Williams said it's the first safe house for male sex trafficking victims in the country, and it's nestled in a secret location in Denton.
Chapter 2 Rand Hands Rescue
While Bob's House of Hope opened in 2021, Williams' first program geared toward a holistic approach to healing vulnerable victims of abuse launched in 2008 with Ranch Hands Rescue.
"I designed a program, with the help of professionals, to be able to partner abused and neglected animals with abused and neglected kids," Williams said.
Currently, Williams said the program partners with 28 agencies in the DFW Metroplex to serve more than 150 kids every week. 20% of the people who come to the ranch are veterans battling PTSD and female sex trafficking victims.
His experience and passion led Williams to serve on the human trafficking task forces for the Governor of Texas and the Texas Attorney General, in their respective offices.
During that time, he learned that there was a gap in information and resources concerning male sex trafficking victims. Williams made it his mission to address it.
"I totally underestimated the need," Williams said. "I had no idea how big it was. I can tell you it's an epidemic in our country right now."
Chapter 3 The Ugly Truth
"I was adopted at the age of four," they said. "I was adopted into a not-so-loving family. We had six other children and I was the outcast."
They've been at Bob's House of Hope for almost a year.
"I was always the one that got in trouble, and they got tired of it," they said. "They put me on drugs at the age of nine."
The sex trafficking started a few years later.
"At the age of 12, they were actually the ones who sold me to my trafficker," they said.
The first time was after a concert. They said their foster father left them and another person came and picked them up.
“I started getting older, and it started happening more," they said. "I finally realized what was happening."
They went through school addicted to drugs and regularly suffered abuse. They said they would get in fights at school, and instead of digging into the root cause, school administrators opted to put them in classes for students with behavioral issues. When teachers would call home, they said their foster parents would lie.
"I didn’t want to tell anybody because I was embarrassed," they said. "I didn’t want to tell anybody because I was scared, too.”
They said they were in and out of the sex trafficking world until they were 19.
"Trap homes and being sexually abused in different ways and drugs everywhere," they said. "It’s just a hard life. Being homeless too."
Their breaking point came after a third drug overdose that landed them in a coma. Once they got out of the hospital, they called a friend who'd left them a phone number to call when they were ready to make a change. That friend connected them to Bob's House of Hope.
“They let me skip a whole line because I had nowhere else to go. I had no one to look to. I needed a way out. I needed help. They gave it to me," they said.
Dickeson said every victim they work with has a story like this one.
"When it starts that young, you don’t even realize how bad it is or how wrong it is or how much of an effect it had on you," Dickson said. "When you don’t have anyone to tell you that, you don’t even realize that you’re being victimized."

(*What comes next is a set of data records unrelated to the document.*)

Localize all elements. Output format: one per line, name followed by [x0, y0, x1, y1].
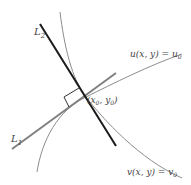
right-angle-marker — [64, 88, 79, 107]
L2-line — [40, 24, 116, 146]
level-curves-diagram: L2 u(x, y) = u0 (x0, y0) L1 v(x, y) = v0 — [0, 0, 191, 185]
u-level-curve — [37, 54, 182, 172]
L2-label: L2 — [33, 26, 46, 40]
point-label: (x0, y0) — [87, 95, 118, 106]
v-level-curve — [60, 12, 182, 178]
u-curve-label: u(x, y) = u0 — [130, 49, 182, 60]
L1-line — [12, 73, 116, 149]
v-curve-label: v(x, y) = v0 — [127, 167, 177, 178]
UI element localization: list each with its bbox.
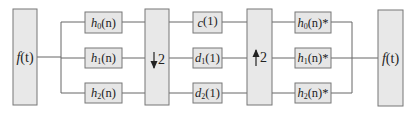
synthesis-filter-label: h2(n)* — [297, 86, 328, 101]
synthesis-filter-label: h0(n)* — [297, 16, 328, 31]
coefficient-d1: d1(1) — [193, 48, 222, 68]
upsampler-block: 2 — [247, 9, 272, 105]
analysis-filter-1: h1(n) — [85, 48, 122, 68]
analysis-filter-label: h0(n) — [91, 16, 116, 31]
downsampler-block: 2 — [145, 9, 169, 105]
upsample-factor: 2 — [260, 50, 267, 65]
coefficient-label: d2(1) — [195, 86, 220, 101]
analysis-filter-2: h2(n) — [85, 83, 122, 103]
coefficient-d2: d2(1) — [193, 83, 222, 103]
analysis-filter-label: h1(n) — [91, 51, 116, 66]
synthesis-filter-0: h0(n)* — [295, 12, 331, 33]
coefficient-label: d1(1) — [195, 51, 220, 66]
analysis-filter-label: h2(n) — [91, 86, 116, 101]
input-signal-label: f(t) — [16, 50, 33, 66]
filter-bank-diagram: f(t) h0(n) h1(n) h2(n) 2 c(1) d1(1) d2(1… — [0, 0, 414, 113]
downsample-factor: 2 — [158, 52, 165, 67]
output-signal-block: f(t) — [378, 10, 403, 106]
synthesis-filter-1: h1(n)* — [295, 48, 331, 68]
coefficient-c: c(1) — [193, 12, 222, 33]
coefficient-label: c(1) — [197, 14, 217, 30]
input-signal-block: f(t) — [13, 9, 37, 105]
synthesis-filter-label: h1(n)* — [297, 51, 328, 66]
synthesis-filter-2: h2(n)* — [295, 83, 331, 103]
analysis-filter-0: h0(n) — [85, 12, 122, 33]
output-signal-label: f(t) — [382, 51, 399, 67]
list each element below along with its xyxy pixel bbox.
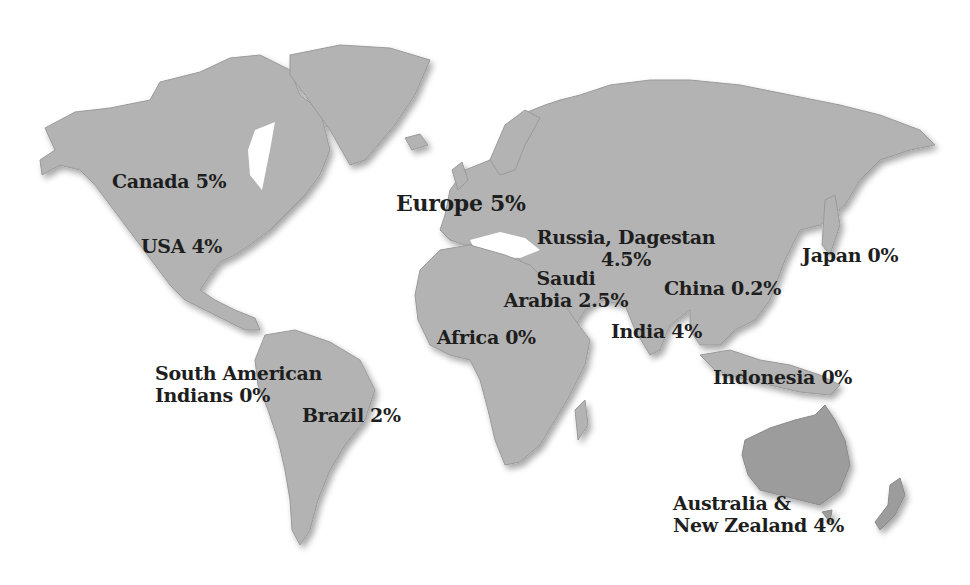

Dickeson gets calls from all around the country, usually from law enforcement after recovering a victim who needs immediate care.
"Literally every time, what they need is to move to a safer place and to receive medical care," Dickeson said.
However, the ignorance and negative stigma that surrounds these victims often create a barrier to resources.
Dickeson said he once served a young man who needed an exam from a sexual assault nurse examiner (SANE), often called a rape kit, but was turned away from a doctor who said they did not know how to perform the exam on a male. Another victim was refused care by a doctor who said their story didn't add up.
“Nobody is specialized in this. Nobody even thinks of this," Dickeson said. "They’re having to bend protocols and procedures and find new ways of doing things because it’s never even occurred to them that it could be a male being trafficked or a male being sexually abused. That’s just a completely foreign concept in a lot of cases, or they assume that it was intentional.”
Chapter 4 The Stigma
Male sex trafficking victims are often mislabeled as sexually promiscuous. Like with female victims, the crime is often hidden within the world of prostitution. Dickeson said male victims are often being sold by what appears to be an older male partner.
"The Romeo Scenario, which is kind of the code name for someone who is masquerading as a boyfriend but who is in fact trafficking them. Almost every single person we’ve interacted with has had that interaction at one point or another," Dickeson said. “We extracted a young man out of Arizona where it was his husband who was his trafficker.”
Dickeson said it's a cycle that's built on dependence, addiction and abuse.
The victim normalizes what's happening to them, depends on their abuser for drugs and shelter, and can even believe that what they're doing is their choice. Their means to an end.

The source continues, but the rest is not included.